I love live music because of my Dad. Because of my night drives in his passenger’s seat. He drove a Saturn with the sun roof open. The engine was loud and untrustworthy, but the stereo? Loyal. Freebird was his senior class song. He knows all the guitar solos. He knows that before Sweet Home Alabama, Johnny Van Zant yells “Turrrn it up!”
He knows all the Oooo Oooo’s and Oh Yeahhh’s.
He can tell me where he was when he decided he loved the song.
And now we can sing you The Eagles. Bob Segar. Bruce Springstein. Boston. Eric Clapton. America. James Taylor. Lynyrd Skynyrd.
Because my Dad’s engine was loud, unpredictable.
But his stereo has always been loyal.
And now we can sing together.
John Mayer is singing “I don’t think I’m gonna go to LA anymore.”
This makes me think “I know what you mean, but I still want to.”
I went there once, with the Jordan boy I write about sometimes.
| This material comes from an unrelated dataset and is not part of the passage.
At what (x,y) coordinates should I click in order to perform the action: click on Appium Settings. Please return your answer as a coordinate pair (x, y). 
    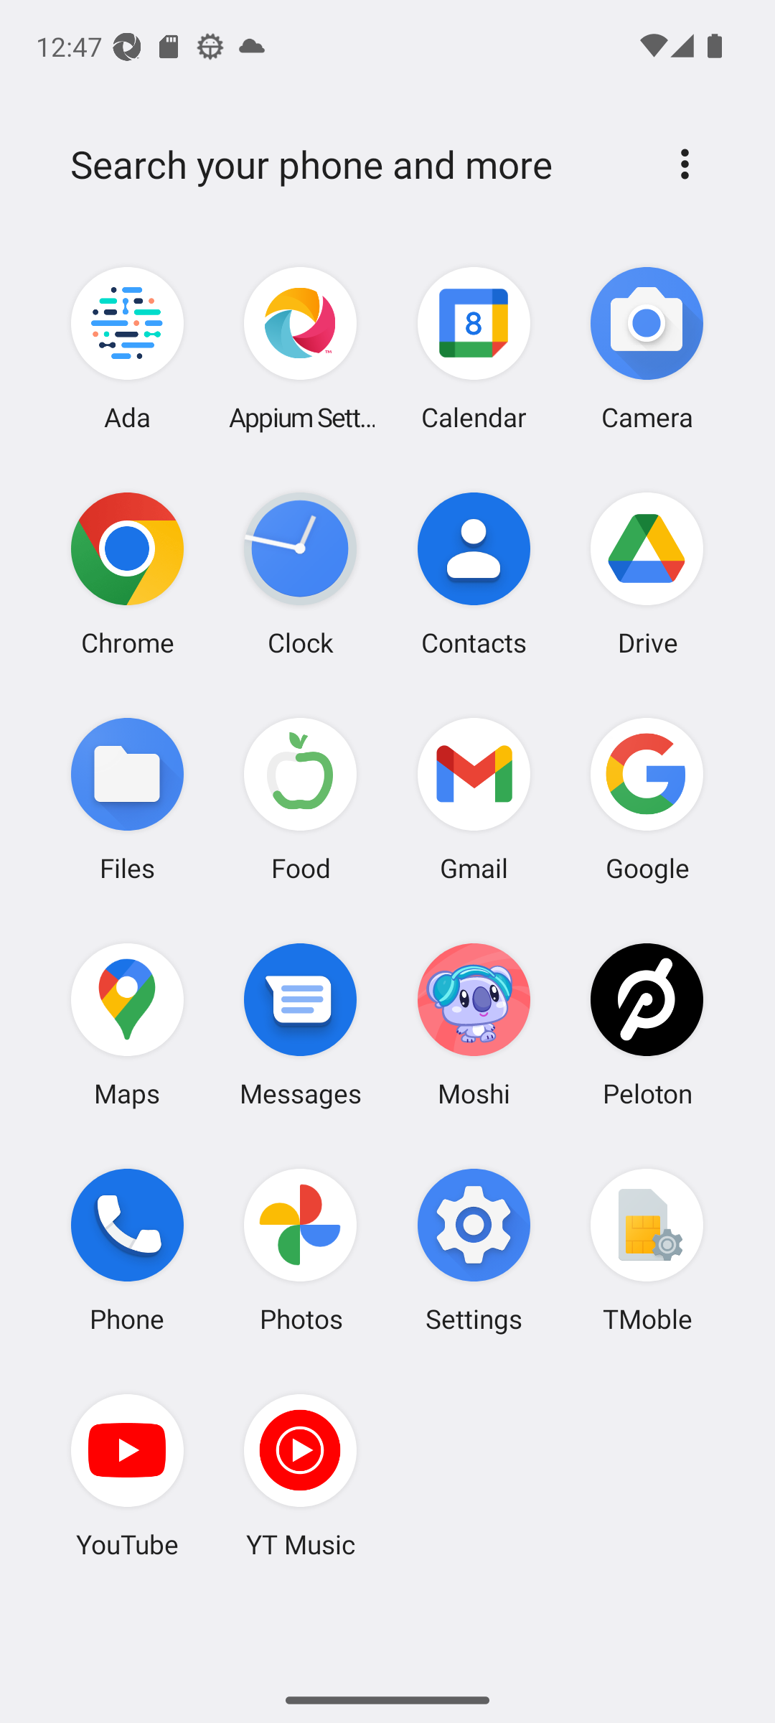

He had never been to the beach at night, and while we stood on the sand, I stared down the ferris wheel. It was a distant circle of lights. I wished we would go. Things got in the way.
But then
I did go to LA again.
It was barely September, a Sunday night.
I was on that same beach, in my church clothes again.
But the lights didn’t seem so distant anymore.
I felt the difference.
The hope that their promise would only seem closer
With each
Adventuring drive toward the coast.
I sent my words into that night,
Declaring that when I came to LA again,
“You best bet I will ride that ferris wheel.”
I am a strange girl, needing to type out all these thoughts before I can get back to life. But this is my life, here in the kitchen, scrawling for words. And that’s enough for me, even if I can’t make you see what those lights mean.